“The Ultimate Book of Farting” is winner of the Failure of Nerve Award. The Award Committee found much to praise in the mechanism which produced a fart each time the book was opened.

So, why the outbreak of gaiety? Well, it’s because the annual Founders Book Fair always opens on the Saturday of Queen’s Birthday weekend. My J.Q. (Joy Quotient) always is always high at this time but it reached dangerously high levels when I discovered that Nelson Musical Theatre was staging a garage sale, right next to Founders on the very same day.
These two competing manifestations of Nirvana drove me to the brink of madness. I would have toppled over the edge, except for my responsibilities as chairperson of the Founder's Book Fair Awards Committee.
It is in this capacity that I would like to announce 2014 Award winners. Envelope please ...
Second prize goes to “A Guide to Divorce in New Zealand” which was sandwiched between “Walk!”, “Overload” and “Hard to Swallow”. Third prize goes to “What’s Right With Feminism” for its juxtaposition with “Not Guilty by Reason of Menopause”.
“The Ultimate Book of Farting” is winner of the Failure of Nerve Award. The Award Committee found much to praise in the mechanism which produced a fart each time the book was opened. However because the publishers chose not to integrate scratch and sniff technology, the Committee decided that the full offensive potential of the work was not fully realised.
The Most Tautological Book Title Award goes to a fitness guide called “Active Movement”. Readers with a preference for inactive movement, or exercise of a more cerebral kind, are referred to “Think Yourself Fit”. The Committee does caution that the woman on the book cover is wearing an awful lot of Lycra and this may indicate that some physical as well as mental exertion will be necessary.
“The Guide to Intuitive Communication with your Pet” is winner of the Antiques Roadshow Award. A Fox Terrier pup gazes soulfully from the front cover. The blurb on the back cover promises that the book will explain how to get your pet to “stay off the sofa, be careful with the good china and stop destroying the house while you’re out”. Antique lovers who want to keep the Wedgewood and the Spode in good nick will welcome this manual on telepathic communication with any domestic terrierist.
Ex New Zealand radio personality Alice Worsley, author of the self-help book “Always Keep the Lid on Your Blender” wins the Whatever Happened To? Award this year. Alice has reinvented herself as a celebrant of weddings and baby-namings. The Committee was pleased to note that Alice hasn’t lost her trademark cheeriness: click “Funerals” on her website and you get a lovely warm message: “Oops! This page is currently under development”.
The Most Disturbing Topic/Most Disturbed Author Award goes to “When Pigs Move In”. Its disquieting subtitle - “How to sweep clean the demonic influences impacting your life and the lives of others” - and the creepy cover design made it a shoo-in.
The Supreme Award this year goes not to a book, but to an architectural construct inspired by a book. Forming a focal point for the 2014 Book Fair is a shrine and altarpiece several metres high, built entirely of copies of “The Da Vinci Code”. The Award Committee congratulates whoever built it on their wit and technical accomplishment.
Intensive research is always part of the judging process and this year’s research revealed some interesting statistics: over 2,500 adults and countless children attended the first day of the 2014 Book Fair; upwards of 10,000 will have browsed through 30-40 tonnes of books by the Fair’s end. When we hear so often of the imminent demise of the book these figures are very heartening. Library patronage is pretty cheering too: Nelson Public Library hosts well over half a million visitors annually and issues nearly 900,000 physical items (books, magazines and DVDs) plus nearly 6000 books or audio books in digital form.
For additional background I read a book called “The Library Book” which is, appropriately enough available from the library. It’s an anthology of memoir, fiction and essays about libraries and their importance to individuals and society. Alan Bennett and Stephen Fry write movingly about how a library provided their childhood selves with a haven and opened undreamed-of worlds of possibility. Nowadays we take public libraries very much for granted. Seeing them through the eyes of a Library Services Manager from Worksop, England reminds us of how extraordinary a concept they actually are.
“If someone suggested the idea of public libraries now, they’d be considered insane” he says “… libraries are based on trust … if you said you were going to take a little bit of money from every taxpayer, buy a whole load of books and music and games, stick them on a shelf and tell everyone, “These are yours to borrow and all you have to do is bring them back’, they’d be laughed out of government.”
The book is dead! Long live the book!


* **What is expected**:
Your answer must be the exact lines from the one holding "Locate 'clothing' and" through the last line of the records below, with no pictures.

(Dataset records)
* * * * * * * * *

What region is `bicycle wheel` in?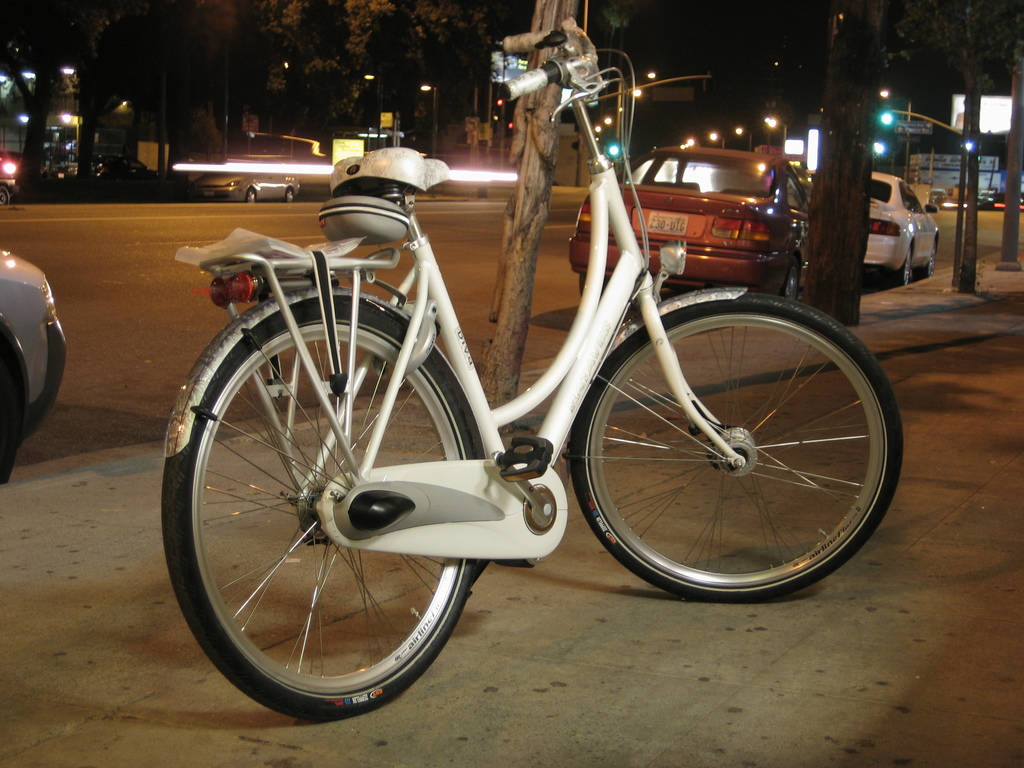
(x1=561, y1=280, x2=915, y2=614).
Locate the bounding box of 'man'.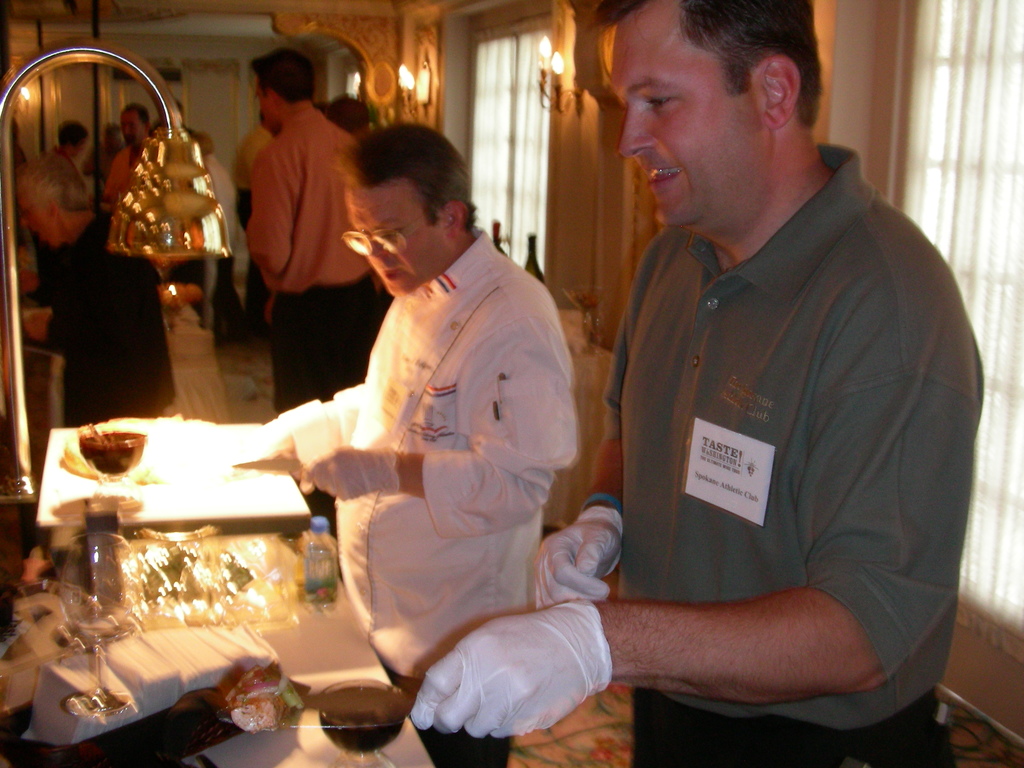
Bounding box: region(226, 108, 613, 733).
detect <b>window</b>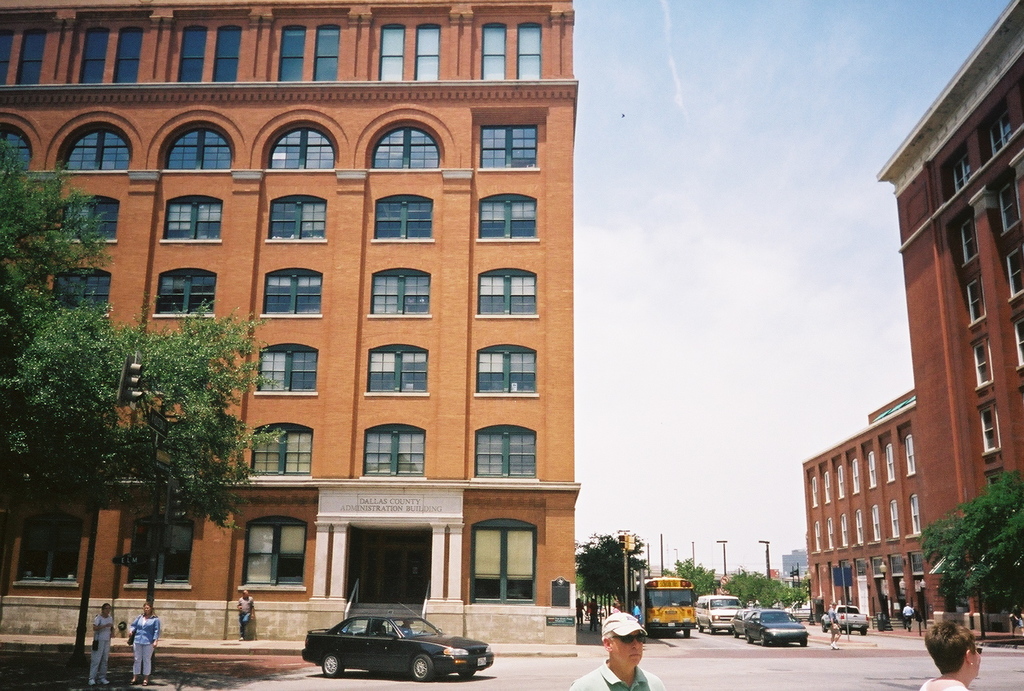
811/520/821/552
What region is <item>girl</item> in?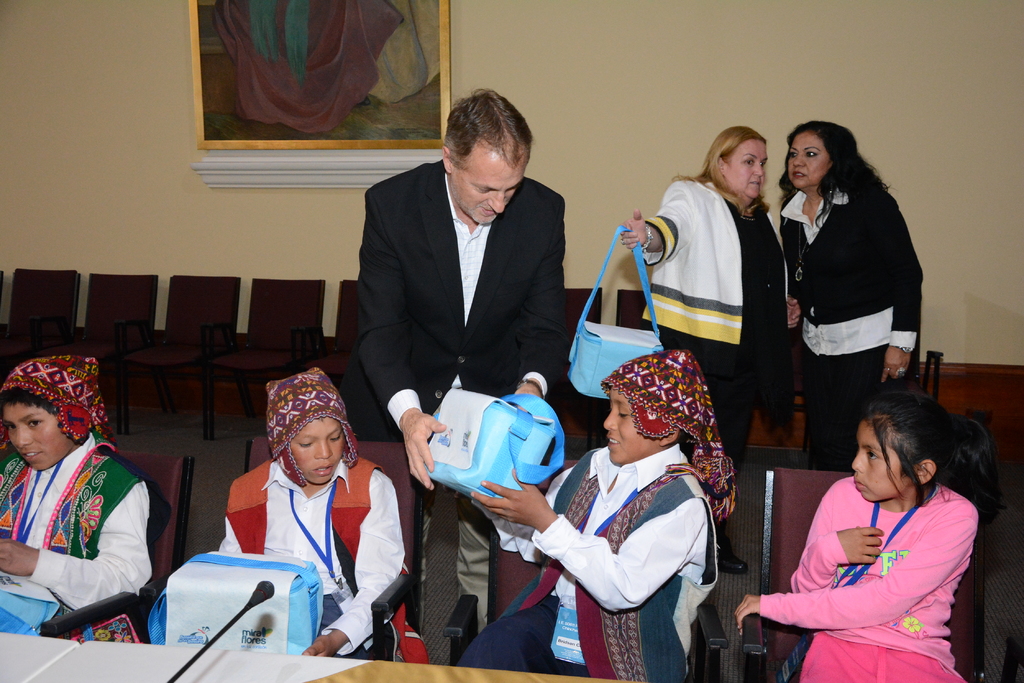
[739,390,1006,682].
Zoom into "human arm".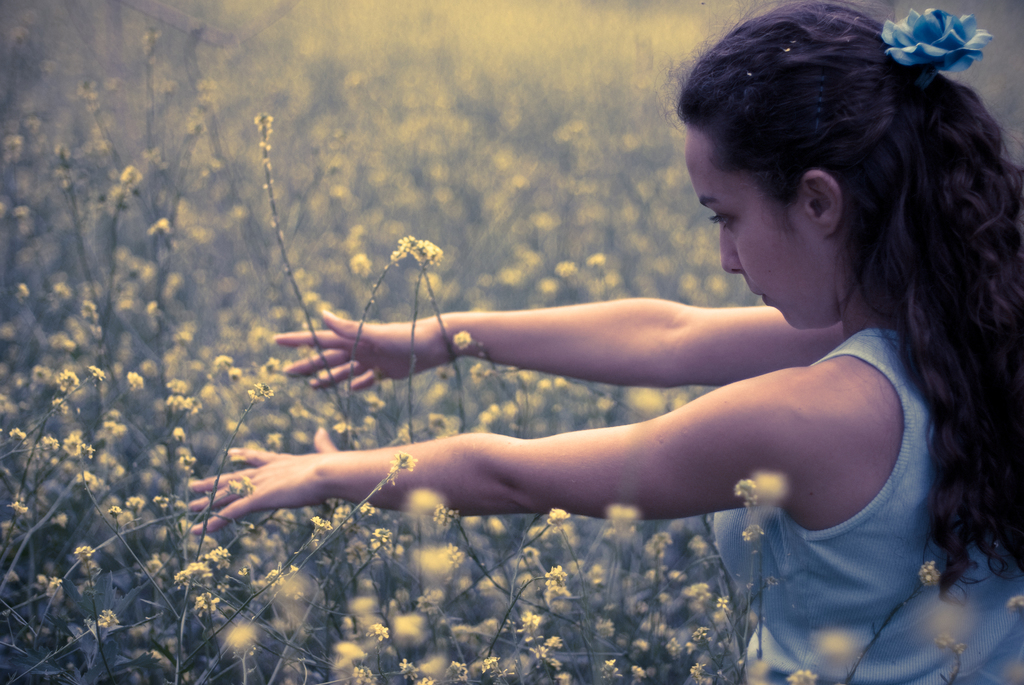
Zoom target: crop(266, 288, 846, 391).
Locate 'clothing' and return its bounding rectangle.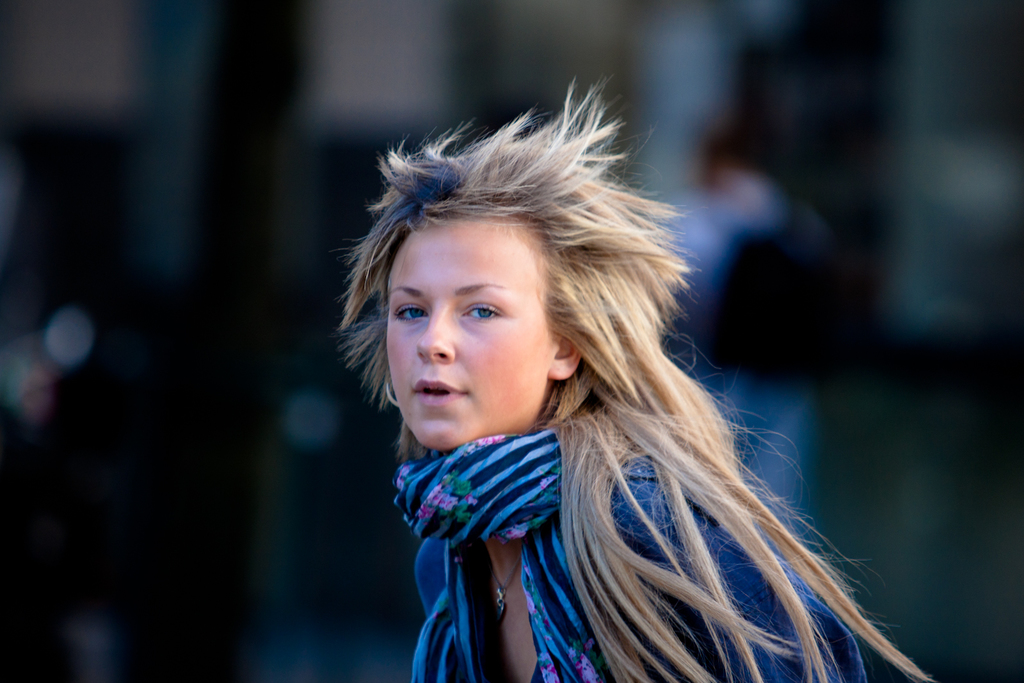
(x1=387, y1=434, x2=867, y2=682).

* * * * * * * * *

* **Your response**:
Locate 'clothing' and return its bounding rectangle.
(x1=387, y1=434, x2=867, y2=682).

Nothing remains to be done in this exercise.